The video above is all about string jumping and has videos of animals being shot with slow heavy setups and light fast setups. Good info.

I know my POA is different with an alert deer vs one that’s clueless.
 
@Red Beard and I both scored twofers with heavy foc arrows this season... My arrow zipped thru deer #1 and entered deer#2....I didn't get a good enough look at deer#2 to determine how well the arrow penetrated or even where the arrow hit the deer... But it was stuck in there enough to were I never found my arrow...... He had much better luck... Maybe he will throw in his experience. Not sure if that is a positive or a negative for heavy arrows or not. I keep it under 30 and I know no matter what the animal is gonna jump. My bow is somewhere near 55pd draw, 28" draw length, and 29"arrow. I know it shoots slower than 200fps because the 200ezv insert tells me so. .I am accurate and confident with them so I happy....another benefit (major benefit) is the heavier u go the quieter ur bow becomes
 
I sniffed the dust, but before I had ever heard of the RF. I spined up added 100gr up front.

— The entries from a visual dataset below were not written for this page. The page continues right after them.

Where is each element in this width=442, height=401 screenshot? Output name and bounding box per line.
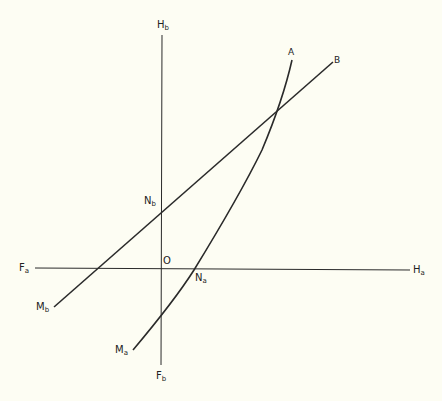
label-hb: Hb: [157, 20, 169, 32]
label-o: O: [163, 256, 171, 266]
label-fb: Fb: [156, 371, 166, 383]
label-b: B: [334, 56, 340, 65]
label-ha: Ha: [413, 265, 425, 277]
curve-ma-a: [133, 60, 292, 350]
label-ma: Ma: [115, 345, 128, 357]
diagram-canvas: [0, 0, 442, 401]
label-mb: Mb: [36, 302, 49, 314]
label-fa: Fa: [19, 263, 29, 275]
label-a: A: [288, 48, 294, 57]
label-nb: Nb: [144, 196, 156, 208]
label-na: Na: [195, 273, 207, 285]
horizontal-axis-line: [35, 268, 410, 270]
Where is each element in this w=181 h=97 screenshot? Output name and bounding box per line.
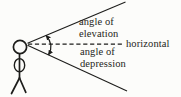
stick-figure-left-leg — [12, 78, 20, 94]
horizontal-label: horizontal — [126, 38, 170, 50]
stick-figure-right-leg — [20, 78, 26, 92]
stick-figure-head — [13, 40, 26, 53]
stick-figure-icon — [12, 40, 27, 93]
angle-arc-arrow — [46, 35, 51, 55]
angle-elevation-depression-diagram: angle of elevation horizontal angle of d… — [0, 0, 181, 97]
angle-of-depression-label: angle of depression — [80, 46, 126, 69]
angle-of-elevation-label: angle of elevation — [79, 16, 118, 39]
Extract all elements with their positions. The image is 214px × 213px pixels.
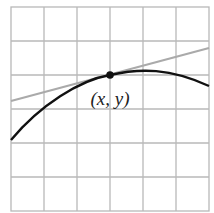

I'm somwhere around 540. It's a plain 340 spine with an extra 100 grains up front. I did not insert tune or nock tune, but I will next time. I've walkways shot G5 Montecs or ST mags.

In 6 years I bonked 2 does, center scapula hits, so it warranted change. Switched arrow set ups 2 & 1/2 years ago and won't go back. The first deer I shot with the new arrow was center scapula (not on purpose) and the arrow passed through. Only change was the arrow, broadheads didn't change.